US News

North Korea hostage in ‘confession’ video

North Korea shamelessly forced an 85-year-old military veteran into video recording an apology for “offensive acts” he was allegedly planning against the kooky hermit nation.

Merrill Newman of Palo Alto, Calif., had been visiting North Korea with a pal from his retirement home when authorities pulled him off a plane on Oct. 26.

He hadn’t been seen or heard from until Saturday, when his forced confession was broadcast by the Korean Central News Agency.

Newman “confessed” to hooking up with a family of guerrilla fighters he claimed to have trained in the war, in hopes of stirring up new internal anti-North Korean strife.
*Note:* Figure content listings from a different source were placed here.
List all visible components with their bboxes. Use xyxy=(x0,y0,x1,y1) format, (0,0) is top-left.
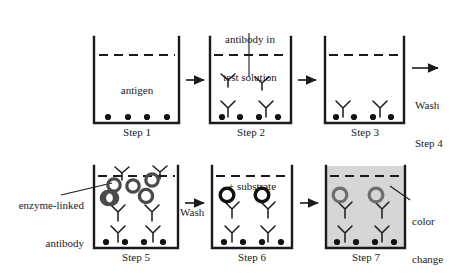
well-step-1 xyxy=(94,37,179,123)
bound-antibody xyxy=(225,226,239,242)
step-3-label: Step 3 xyxy=(337,126,393,139)
step-7-label: Step 7 xyxy=(338,251,394,264)
color-change-fill xyxy=(326,166,405,248)
antigen-label: antigen xyxy=(109,84,165,97)
antigen-dots xyxy=(103,239,166,245)
step-6-label: Step 6 xyxy=(224,251,280,264)
callout-line-1: antibody in xyxy=(205,33,295,46)
enzyme-linked-antibody xyxy=(127,180,139,192)
bound-antibody xyxy=(373,101,387,117)
callout-line-1: color xyxy=(412,215,458,228)
well-step-6 xyxy=(212,166,292,248)
wash-label: Wash xyxy=(415,99,459,112)
bound-antibody xyxy=(111,226,125,242)
step-2-callout: antibody in test solution xyxy=(205,8,295,96)
bound-enzyme-antibody xyxy=(220,188,239,218)
bound-antibody xyxy=(336,101,350,117)
callout-line-2: change xyxy=(412,253,458,266)
well-step-3 xyxy=(325,37,404,123)
bound-antibody xyxy=(259,101,273,117)
color-change-callout: color change xyxy=(412,190,458,276)
callout-line-1: enzyme-linked xyxy=(2,199,84,212)
step-4-label: Step 4 xyxy=(415,137,459,150)
bound-enzyme-antibody xyxy=(255,188,275,218)
step-1-label: Step 1 xyxy=(109,126,165,139)
bound-antibody xyxy=(146,226,160,242)
antigen-dots xyxy=(221,239,284,245)
step-2-label: Step 2 xyxy=(223,126,279,139)
step-5-label: Step 5 xyxy=(108,251,164,264)
wash-step5-caption: Wash xyxy=(180,206,212,219)
substrate-label: + substrate xyxy=(216,180,288,193)
bound-enzyme-antibody xyxy=(139,189,159,221)
wash-step4-caption: Wash Step 4 xyxy=(415,74,459,162)
callout-line-2: antibody xyxy=(2,237,84,250)
well-step-7 xyxy=(326,166,410,248)
enzyme-linked-antibody-callout: enzyme-linked antibody xyxy=(2,174,84,262)
antigen-dots xyxy=(105,114,170,120)
antigen-dots xyxy=(333,114,394,120)
callout-line-2: test solution xyxy=(205,71,295,84)
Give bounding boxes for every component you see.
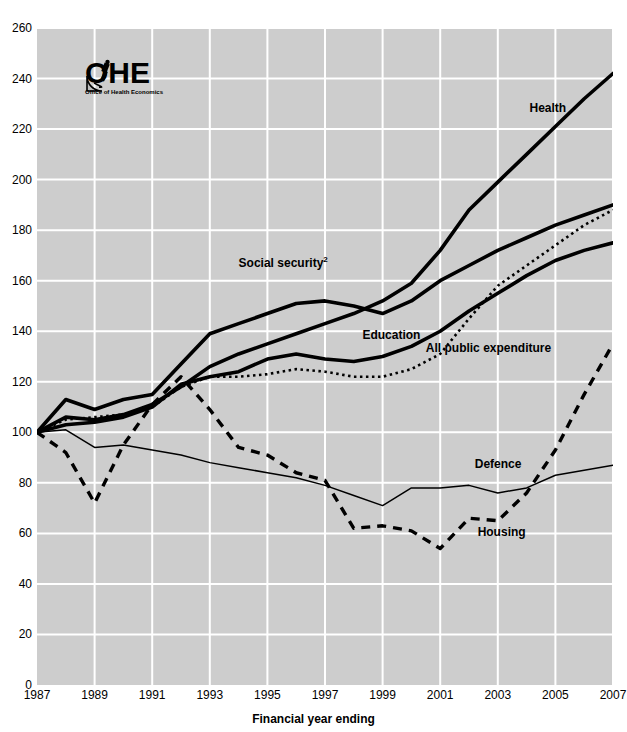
x-axis-tick-label: 1999 xyxy=(369,688,396,702)
y-axis-tick-label: 220 xyxy=(12,122,32,136)
y-axis-tick-label: 120 xyxy=(12,375,32,389)
y-axis-tick-label: 80 xyxy=(19,476,32,490)
y-axis-tick-label: 20 xyxy=(19,627,32,641)
x-axis-tick-label: 2003 xyxy=(484,688,511,702)
y-axis-tick-label: 240 xyxy=(12,72,32,86)
gridlines xyxy=(37,28,613,685)
y-axis-tick-label: 200 xyxy=(12,173,32,187)
chart-root: 020406080100120140160180200220240260 OHE… xyxy=(0,0,627,732)
logo-text: OHE xyxy=(85,58,150,88)
x-axis-tick-label: 2005 xyxy=(542,688,569,702)
series-label-defence: Defence xyxy=(475,457,522,471)
y-axis-tick-label: 60 xyxy=(19,526,32,540)
y-axis-tick-label: 40 xyxy=(19,577,32,591)
plot-area xyxy=(37,28,613,685)
ohe-logo: OHE Office of Health Economics xyxy=(41,29,149,73)
x-axis-title: Financial year ending xyxy=(0,712,627,726)
series-label-housing: Housing xyxy=(478,525,526,539)
plot-svg xyxy=(37,28,613,685)
x-axis-tick-label: 1991 xyxy=(139,688,166,702)
series-label-all-public-expenditure: All public expenditure xyxy=(426,341,551,355)
x-axis-tick-label: 1993 xyxy=(196,688,223,702)
logo-subtitle: Office of Health Economics xyxy=(85,89,163,95)
y-axis-tick-label: 260 xyxy=(12,21,32,35)
y-axis-tick-label: 140 xyxy=(12,324,32,338)
y-axis-tick-label: 160 xyxy=(12,274,32,288)
series-label-superscript: 2 xyxy=(323,255,327,264)
series-label-education: Education xyxy=(362,328,420,342)
series-label-health: Health xyxy=(529,101,566,115)
x-axis-tick-label: 2001 xyxy=(427,688,454,702)
x-axis: 1987198919911993199519971999200120032005… xyxy=(37,688,613,712)
x-axis-tick-label: 1987 xyxy=(24,688,51,702)
y-axis-tick-label: 100 xyxy=(12,425,32,439)
y-axis-tick-label: 180 xyxy=(12,223,32,237)
x-axis-tick-label: 1989 xyxy=(81,688,108,702)
y-axis: 020406080100120140160180200220240260 xyxy=(0,0,37,732)
x-axis-tick-label: 1995 xyxy=(254,688,281,702)
x-axis-tick-label: 1997 xyxy=(312,688,339,702)
series-label-social-security2: Social security2 xyxy=(239,255,328,270)
x-axis-tick-label: 2007 xyxy=(600,688,627,702)
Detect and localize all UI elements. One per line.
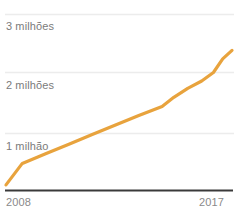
y-tick-label-1-million: 1 milhão [6,140,48,153]
y-tick-label-2-million: 2 milhões [6,79,54,92]
y-tick-label-3-million: 3 milhões [6,20,54,33]
line-chart: 3 milhões 2 milhões 1 milhão 2008 2017 [0,0,245,219]
data-series-line [6,50,232,185]
x-tick-label-start-year: 2008 [6,196,31,209]
x-tick-label-end-year: 2017 [199,196,224,209]
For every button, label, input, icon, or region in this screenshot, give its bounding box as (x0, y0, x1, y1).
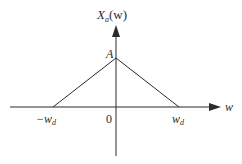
x-axis-arrowhead (209, 103, 221, 111)
spectrum-diagram: Xa(w) A w 0 −wd wd (0, 0, 242, 164)
y-axis-label: Xa(w) (96, 7, 127, 24)
y-axis-arrowhead (112, 25, 120, 37)
x-axis-label: w (225, 100, 233, 114)
right-tick-label: wd (172, 112, 185, 127)
peak-label: A (105, 47, 114, 61)
left-tick-label: −wd (36, 112, 57, 127)
origin-label: 0 (106, 112, 112, 126)
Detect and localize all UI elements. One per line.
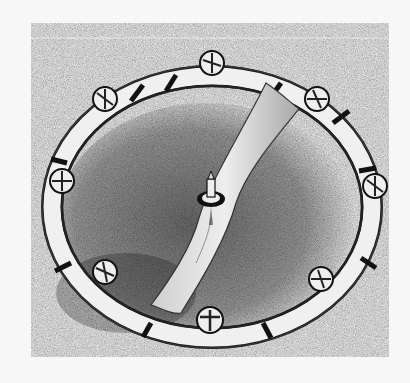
screw-icon xyxy=(305,87,329,111)
screw-icon xyxy=(93,260,117,284)
screw-icon xyxy=(309,267,333,291)
screw-icon xyxy=(363,174,387,198)
screw-icon xyxy=(93,87,117,111)
screw-icon xyxy=(197,307,223,333)
screw-icon xyxy=(200,51,224,75)
screw-icon xyxy=(50,169,74,193)
balance-wheel-photo xyxy=(31,23,389,357)
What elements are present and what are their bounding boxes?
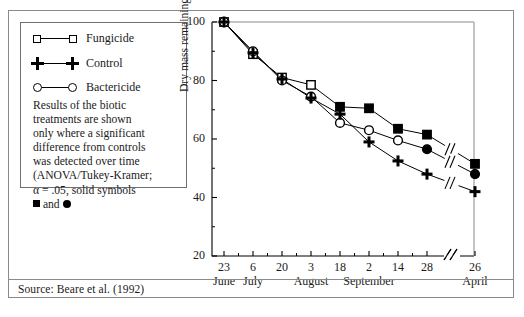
data-point-fungicide — [471, 160, 479, 168]
source-note: Source: Beare et al. (1992) — [18, 283, 144, 295]
y-tick-label: 60 — [179, 131, 205, 146]
data-point-bactericide — [394, 136, 403, 145]
y-tick-label: 100 — [179, 14, 205, 29]
x-tick-label: 26 — [455, 260, 495, 275]
source-divider — [9, 279, 513, 280]
data-point-control — [393, 155, 404, 166]
y-tick-label: 80 — [179, 73, 205, 88]
data-point-fungicide — [307, 81, 315, 89]
data-point-fungicide — [394, 125, 402, 133]
y-tick-label: 20 — [179, 248, 205, 263]
data-point-fungicide — [365, 104, 373, 112]
data-point-bactericide — [365, 126, 374, 135]
y-tick-label: 40 — [179, 190, 205, 205]
data-point-control — [470, 186, 481, 197]
data-point-bactericide — [423, 145, 432, 154]
data-point-bactericide — [471, 170, 480, 179]
x-month-label: September — [339, 274, 399, 289]
x-month-label: April — [445, 274, 505, 289]
x-month-label: July — [223, 274, 283, 289]
figure-root: Fungicide Control Bactericide Results of… — [0, 0, 524, 317]
x-month-label: August — [281, 274, 341, 289]
data-point-bactericide — [336, 119, 345, 128]
data-point-control — [422, 169, 433, 180]
x-tick-label: 28 — [407, 260, 447, 275]
data-point-fungicide — [423, 130, 431, 138]
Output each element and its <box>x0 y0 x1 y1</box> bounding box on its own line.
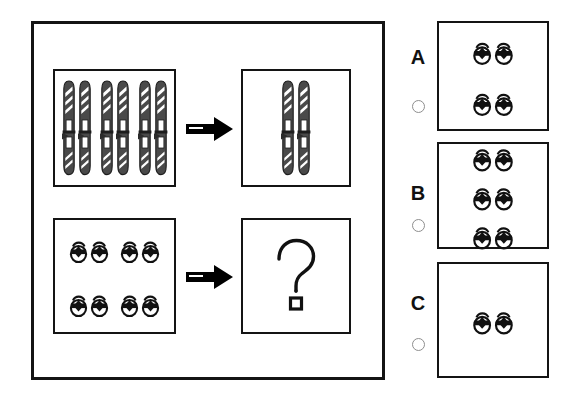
ski-pair <box>281 80 311 176</box>
ski-icon <box>100 80 114 176</box>
shoe-pair <box>439 219 547 250</box>
ski-icon <box>62 80 76 176</box>
shoe-pair-icon <box>471 86 515 117</box>
shoe-pair <box>439 180 547 211</box>
shoe-group-grid <box>439 137 547 254</box>
option-b-radio[interactable] <box>412 219 425 232</box>
ski-icon <box>138 80 152 176</box>
shoe-pair <box>115 288 167 318</box>
ski-group-row <box>55 80 174 176</box>
option-b-letter: B <box>405 183 431 203</box>
transform-arrow-icon <box>186 262 234 292</box>
shoe-pair <box>439 86 547 117</box>
ski-icon <box>154 80 168 176</box>
answer-placeholder-panel <box>241 218 351 334</box>
ski-pair <box>62 80 92 176</box>
option-c-radio[interactable] <box>412 338 425 351</box>
shoe-pair-icon <box>68 288 110 318</box>
shoe-pair <box>439 305 547 336</box>
ski-pair <box>138 80 168 176</box>
shoe-pair-icon <box>471 219 515 250</box>
shoe-pair <box>439 141 547 172</box>
shoe-pair <box>439 35 547 66</box>
ski-pair <box>100 80 130 176</box>
option-c-panel[interactable] <box>437 262 549 378</box>
shoe-pair-icon <box>471 35 515 66</box>
ski-icon <box>78 80 92 176</box>
option-a-letter: A <box>405 47 431 67</box>
shoe-pair-icon <box>119 288 161 318</box>
transform-arrow-icon <box>186 114 234 144</box>
skis-result-panel <box>241 69 351 187</box>
shoe-pair <box>63 288 115 318</box>
option-a-panel[interactable] <box>437 21 549 131</box>
shoe-pair <box>115 234 167 264</box>
option-b-panel[interactable] <box>437 142 549 249</box>
ski-icon <box>297 80 311 176</box>
shoe-group-grid <box>439 305 547 336</box>
shoe-pair-icon <box>119 234 161 264</box>
ski-group-row <box>243 80 349 176</box>
question-frame <box>31 21 385 380</box>
shoe-pair-icon <box>471 141 515 172</box>
ski-icon <box>281 80 295 176</box>
question-mark-icon <box>270 237 322 315</box>
shoe-pair-icon <box>471 180 515 211</box>
ski-icon <box>116 80 130 176</box>
shoe-pair <box>63 234 115 264</box>
shoe-pair-icon <box>68 234 110 264</box>
shoe-pair-icon <box>471 305 515 336</box>
shoes-source-panel <box>53 218 176 334</box>
skis-source-panel <box>53 69 176 187</box>
shoe-group-grid <box>439 25 547 127</box>
option-c-letter: C <box>405 293 431 313</box>
option-a-radio[interactable] <box>412 100 425 113</box>
shoe-group-grid <box>55 222 174 330</box>
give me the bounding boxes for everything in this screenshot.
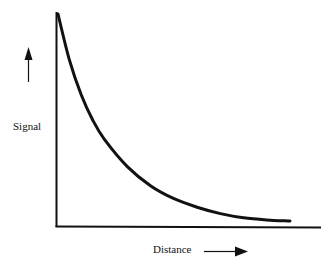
chart-canvas: Signal Distance [0, 0, 325, 268]
y-axis-label: Signal [13, 120, 41, 132]
plot-area [0, 0, 325, 268]
signal-decay-curve [58, 14, 290, 221]
right-arrow-icon [204, 247, 248, 257]
x-axis-line [56, 227, 322, 228]
up-arrow-icon [25, 47, 33, 82]
x-axis-label: Distance [153, 243, 191, 255]
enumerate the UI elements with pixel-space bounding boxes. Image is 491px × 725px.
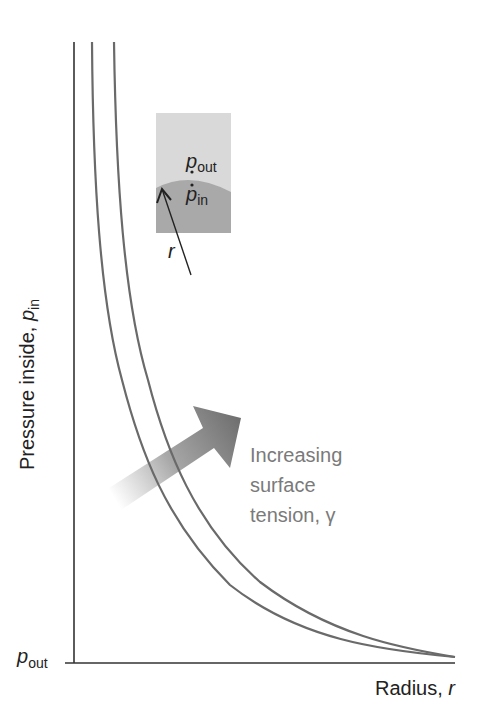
annotation-line-3: tension, γ [250,504,336,526]
x-axis-label: Radius, r [375,677,456,699]
y-axis-label: Pressure inside, pin [16,299,42,470]
increasing-tension-arrow-icon [109,406,241,510]
inset-radius-label: r [168,240,176,262]
pressure-curves [92,42,455,657]
bubble-inset: pout pin r [156,113,231,275]
curve-lower-tension [92,42,455,657]
axes [65,42,455,663]
surface-tension-diagram: pout pin r pout Radius, r Pressure insid… [0,0,491,725]
annotation-line-1: Increasing [250,444,342,466]
y-baseline-p-out-label: pout [16,645,48,671]
increasing-tension-annotation: Increasing surface tension, γ [250,444,342,526]
annotation-line-2: surface [250,474,316,496]
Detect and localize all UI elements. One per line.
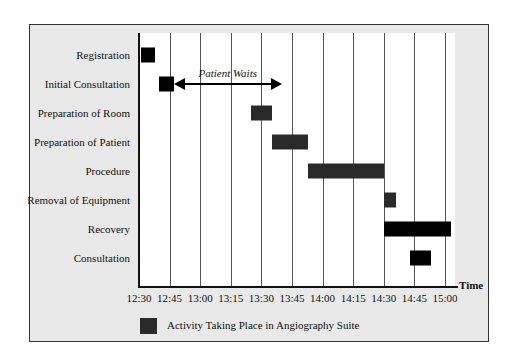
- task-bar: [308, 164, 383, 179]
- task-label: Recovery: [88, 223, 130, 235]
- gridline: [261, 33, 262, 287]
- gridline: [292, 33, 293, 287]
- task-bar: [384, 193, 396, 208]
- task-label: Consultation: [74, 252, 130, 264]
- x-tick-label: 13:00: [188, 292, 213, 304]
- x-tick-label: 15:00: [432, 292, 457, 304]
- legend-label: Activity Taking Place in Angiography Sui…: [167, 319, 359, 331]
- patient-waits-label: Patient Waits: [198, 67, 257, 79]
- task-bar: [141, 48, 155, 63]
- task-label: Preparation of Patient: [34, 136, 130, 148]
- x-tick-label: 13:30: [249, 292, 274, 304]
- x-tick-label: 14:15: [341, 292, 366, 304]
- x-tick-label: 13:45: [279, 292, 304, 304]
- task-label: Preparation of Room: [38, 107, 130, 119]
- gridline: [414, 33, 415, 287]
- gridline: [323, 33, 324, 287]
- double-arrow-line: [182, 83, 274, 85]
- x-tick-label: 12:45: [157, 292, 182, 304]
- task-bar: [251, 106, 271, 121]
- x-axis: [138, 286, 458, 288]
- task-bar: [384, 222, 451, 237]
- task-label: Registration: [76, 49, 130, 61]
- x-axis-title: Time: [459, 279, 483, 291]
- y-axis: [138, 33, 140, 288]
- task-label: Procedure: [85, 165, 130, 177]
- task-bar: [272, 135, 309, 150]
- x-tick-label: 13:15: [218, 292, 243, 304]
- gridline: [170, 33, 171, 287]
- task-bar: [410, 251, 430, 266]
- arrow-head-left-icon: [174, 78, 185, 90]
- x-tick-label: 14:00: [310, 292, 335, 304]
- plot-area: [139, 33, 455, 287]
- legend-swatch: [140, 318, 157, 334]
- gridline: [384, 33, 385, 287]
- x-tick-label: 14:30: [371, 292, 396, 304]
- arrow-head-right-icon: [271, 78, 282, 90]
- x-tick-label: 14:45: [402, 292, 427, 304]
- task-label: Removal of Equipment: [27, 194, 130, 206]
- gridline: [445, 33, 446, 287]
- task-label: Initial Consultation: [45, 78, 130, 90]
- task-bar: [159, 77, 173, 92]
- x-tick-label: 12:30: [126, 292, 151, 304]
- gridline: [353, 33, 354, 287]
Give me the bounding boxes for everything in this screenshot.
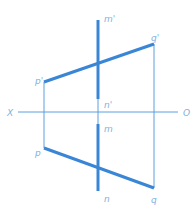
label-m-prime: m' [104,14,115,24]
label-x: X [6,108,14,118]
projection-diagram: X O m' n' p' q' m n p q [0,0,192,214]
label-o: O [183,108,190,118]
label-p-prime: p' [34,76,43,86]
label-q-prime: q' [151,33,159,43]
label-m: m [104,124,113,134]
label-n-prime: n' [104,100,112,110]
label-p: p [34,148,41,158]
label-q: q [151,195,157,205]
label-n: n [104,194,110,204]
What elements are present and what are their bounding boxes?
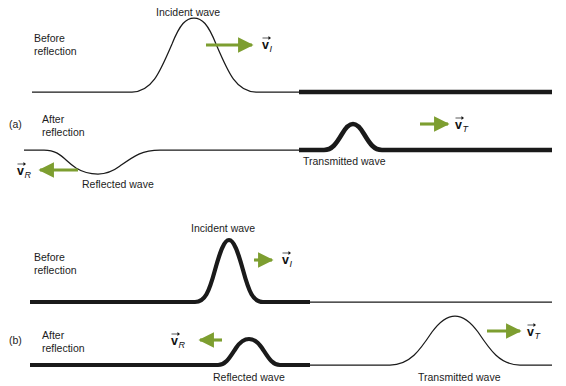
velocity-label-reflected-a: vR bbox=[17, 162, 31, 180]
velocity-symbol-v-a1: v bbox=[262, 38, 269, 52]
wave-reflection-figure: Incident wave Before reflection vI (a) A… bbox=[0, 0, 566, 386]
velocity-symbol-transmitted-b: v bbox=[527, 326, 534, 339]
incident-wave-label-a: Incident wave bbox=[156, 6, 220, 19]
velocity-subscript-transmitted-b: T bbox=[534, 331, 540, 341]
row-b-after-string bbox=[30, 316, 552, 365]
after-reflection-label-b: After reflection bbox=[42, 329, 85, 355]
after-reflection-line2-a: reflection bbox=[42, 126, 85, 139]
panel-label-b: (b) bbox=[9, 334, 22, 346]
panel-label-a: (a) bbox=[9, 118, 22, 130]
after-reflection-line2-b: reflection bbox=[42, 342, 85, 355]
before-reflection-label-b: Before reflection bbox=[34, 251, 77, 277]
transmitted-wave-label-a: Transmitted wave bbox=[303, 155, 385, 168]
velocity-symbol-reflected-b: v bbox=[171, 335, 178, 348]
velocity-symbol-v-a2: v bbox=[17, 164, 24, 178]
before-reflection-line2-a: reflection bbox=[34, 45, 77, 58]
row-a-before-string bbox=[32, 18, 552, 92]
velocity-label-transmitted-a: vT bbox=[455, 116, 468, 134]
before-reflection-label-a: Before reflection bbox=[34, 32, 77, 58]
velocity-label-incident-a: vI bbox=[262, 36, 272, 54]
reflected-wave-label-b: Reflected wave bbox=[213, 371, 285, 384]
before-reflection-line1-a: Before bbox=[34, 32, 77, 45]
velocity-symbol-v-b2: v bbox=[171, 334, 178, 348]
after-reflection-line1-b: After bbox=[42, 329, 85, 342]
velocity-label-reflected-b: vR bbox=[171, 332, 185, 350]
velocity-symbol-v-b3: v bbox=[527, 325, 534, 339]
transmitted-pulse-b bbox=[309, 316, 552, 365]
velocity-label-incident-b: vI bbox=[282, 251, 292, 269]
velocity-symbol-incident-b: v bbox=[282, 254, 289, 267]
velocity-subscript-transmitted-a: T bbox=[462, 124, 468, 134]
velocity-subscript-reflected-a: R bbox=[24, 170, 31, 180]
after-reflection-label-a: After reflection bbox=[42, 113, 85, 139]
row-a-after-string bbox=[24, 124, 552, 174]
velocity-symbol-reflected-a: v bbox=[17, 165, 24, 178]
velocity-subscript-incident-a: I bbox=[269, 44, 272, 54]
velocity-symbol-v-b1: v bbox=[282, 253, 289, 267]
velocity-symbol-incident-a: v bbox=[262, 39, 269, 52]
velocity-subscript-incident-b: I bbox=[289, 259, 292, 269]
velocity-symbol-v-a3: v bbox=[455, 118, 462, 132]
row-b-before-string bbox=[30, 240, 552, 302]
velocity-label-transmitted-b: vT bbox=[527, 323, 540, 341]
figure-drawing-layer bbox=[0, 0, 566, 386]
reflected-wave-label-a: Reflected wave bbox=[82, 178, 154, 191]
velocity-subscript-reflected-b: R bbox=[178, 340, 185, 350]
velocity-symbol-transmitted-a: v bbox=[455, 119, 462, 132]
transmitted-pulse-a bbox=[299, 124, 552, 150]
transmitted-wave-label-b: Transmitted wave bbox=[418, 371, 500, 384]
after-reflection-line1-a: After bbox=[42, 113, 85, 126]
before-reflection-line2-b: reflection bbox=[34, 264, 77, 277]
incident-wave-label-b: Incident wave bbox=[191, 222, 255, 235]
before-reflection-line1-b: Before bbox=[34, 251, 77, 264]
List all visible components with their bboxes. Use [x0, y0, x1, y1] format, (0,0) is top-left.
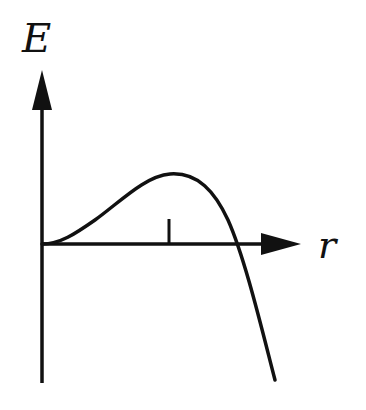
e-axis-label: E [21, 15, 51, 61]
energy-curve [42, 174, 275, 380]
r-axis-arrowhead-icon [261, 233, 301, 255]
e-axis-arrowhead-icon [32, 70, 52, 110]
r-axis-label: r [318, 223, 339, 267]
energy-diagram: E r [0, 0, 366, 410]
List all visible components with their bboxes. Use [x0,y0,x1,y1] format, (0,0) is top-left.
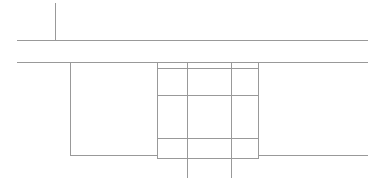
technical-drawing-canvas [0,0,382,188]
drawing-svg-root [0,0,382,188]
drawing-lines-layer [17,3,368,178]
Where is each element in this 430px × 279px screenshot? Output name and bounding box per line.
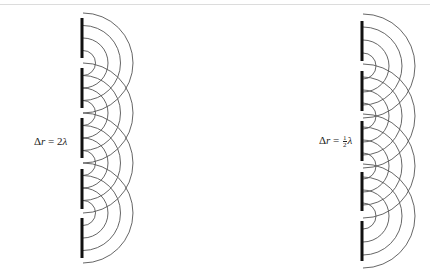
- wavefront-arc: [363, 53, 376, 79]
- equals-sign: =: [45, 135, 57, 147]
- barrier-segment: [361, 21, 364, 61]
- fraction-denominator: 2: [343, 142, 347, 148]
- barrier-segment: [81, 18, 84, 58]
- barrier-segment: [361, 172, 364, 211]
- left-path-difference-label: Δr = 2λ: [34, 135, 67, 147]
- barrier-segment: [81, 218, 84, 258]
- wavefront-arc: [363, 103, 376, 129]
- barrier-segment: [81, 118, 84, 158]
- barrier-segment: [81, 169, 84, 209]
- barrier-segment: [361, 221, 364, 261]
- wavefront-arc: [363, 127, 402, 205]
- wavefront-arc: [363, 177, 402, 255]
- barrier-segment: [361, 71, 364, 111]
- wavefront-arc: [363, 77, 402, 155]
- equals-sign: =: [330, 134, 342, 146]
- lambda-symbol: λ: [63, 135, 68, 147]
- left-double-slit-panel: [81, 13, 134, 263]
- right-path-difference-label: Δr = 12λ: [319, 134, 352, 148]
- barrier-segment: [361, 121, 364, 161]
- one-half-fraction: 12: [343, 135, 347, 148]
- barrier-segment: [81, 68, 84, 108]
- wavefront-arc: [363, 27, 402, 105]
- lambda-symbol: λ: [348, 134, 353, 146]
- right-double-slit-panel: [361, 14, 416, 268]
- wavefront-arc: [363, 203, 376, 229]
- wavefront-arc: [363, 153, 376, 179]
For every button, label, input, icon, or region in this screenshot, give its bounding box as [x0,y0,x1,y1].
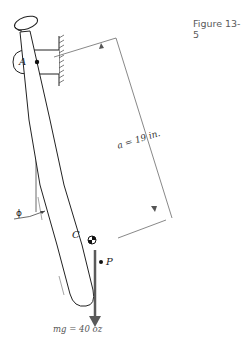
wall-support [59,35,64,86]
pivot-point-a [35,60,39,64]
label-weight: mg = 40 oz [53,324,103,334]
point-p [99,260,103,264]
label-a: A [18,56,26,67]
label-distance: a = 19 in. [116,128,162,151]
baseball-bat-diagram: A C P ϕ a = 19 in. mg = 40 oz [0,0,241,352]
label-phi: ϕ [16,208,22,218]
label-p: P [105,256,113,267]
label-c: C [72,229,80,240]
center-of-mass-symbol [88,236,96,244]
“Although I committed the indelible offensive acts against the Korean people in the period of the Korean War, I have been guilty of big crimes against the DPRK government and Korean people again,” Newman read from papers in front of him. “Please forgive me.”

DPRK stands for totalitarian North Korea’s formal name, the Democratic People’s Republic of Korea.

As disturbing and creepy as Newman’s forced show may have been, it will probably end up being a key act toward his eventual release, analysts said.

“Clearly this was written for him,” said Frank Januzzi, deputy executive director of Amnesty International USA and former East Asia specialist for the Senate Foreign Relations Committee. “And hopefully this will be a step toward making him eligible for clemency, showing the benevolence of the North Korean judicial system and of course the leader.”

“As I have said before, there has to be a terrible misunderstanding,” said Newman’s travel partner and retirement-home neighbor Bob Hamrdla, a former Stanford University professor.

The written apology for the alleged crimes of US citizen Merrill NewmanAFP/Getty

Newman’s family has previously said the retired finance executive and Red Cross volunteer served three years in the Korean conflict as an infantryman. Defense officials on Saturday declined to detail Newman’s war record.

But former South Korean guerrilla fighters told Reuters news agency that the retiree trained the secretive Kuwol Regiment during the war. The partisan fighters went behind enemy lines and famously attacked North Korean outposts up and down the peninsula’s west coast.

“In the eyes of the North Koreans, he would have literally been a spy engaging in some kind of espionage activity,” said 86-year-old former guerrilla fighter Kim Hyeon. “I wouldn’t go there [to North Korea if I were him].”